Tuesday, March 15, 2011

Explosion hits office of liberal Indonesian Islamic group

Reuters Blogs, USA
Explosion hits office of liberal Indonesian Islamic group
JAKARTA | Tue Mar 15, 2011 6:12pm IST

(Reuters) — A small explosion on Tuesday hit the Jakarta office of the Liberal Islamic Network, an Indonesian group that has defended the rights of minority Islamic sect Ahmadi, a witness said.

The explosion, which injured three people, comes a month after a mob beat to death three followers of the Ahmadi sect, considered heretical by mainstream Muslims.

Indonesia has won praise for largely defeating Islamic terror, but a recent spike in religious intolerance could heighten risk concerns for foreign investors counting on improved stability in Southeast Asia’s largest economy and the world’s most populous Muslim nation.
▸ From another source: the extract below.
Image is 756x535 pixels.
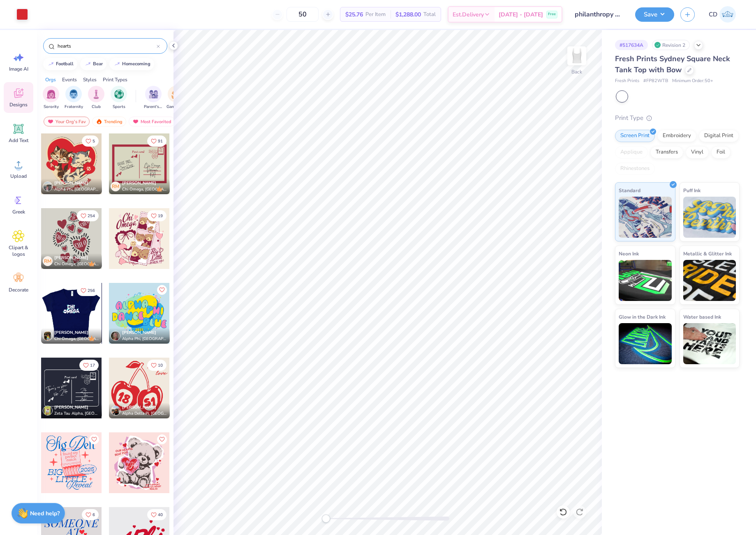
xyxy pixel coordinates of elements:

Ade Wahyudi, a manager at KBR68H radio that shares the office with the pluralist Liberal Islamic Network, said the office had called police to open a package that contained a book with wires sticking out of it. The police officer who opened the package was among the injured.

“I was on a different room, upstairs, and heard a bang, like thunder,” Wahyudi told Reuters by telephone.

Indonesian authorities have said they are investigating last month’s brutal mob killing, but human rights activists say authorities have not taken a strong stance against attacks on Ahmadis in the past.

Rights activists and several parliamentarians said on Tuesday that military personnel in western Java island recently summoned Ahmadi leaders to identify Ahmadi followers in their area and asked them to return to mainstream Islam.

“This goes to show a strengthening movement in government institutions trying to persecute Ahmadis. This is a worrying turn,” said Haris Azhar of local rights group Kontras.

Military leaders denied the allegations of attempts at forced conversions.

Eva Kusuma Sundari, a member of the parliamentary legal commission from opposition party PDI-P, said the government should clarify the “disturbing” reports.

“It’s deeply concerning. It reminds us of the past when the military was meddling into local politics and public order,” she told Reuters by telephone.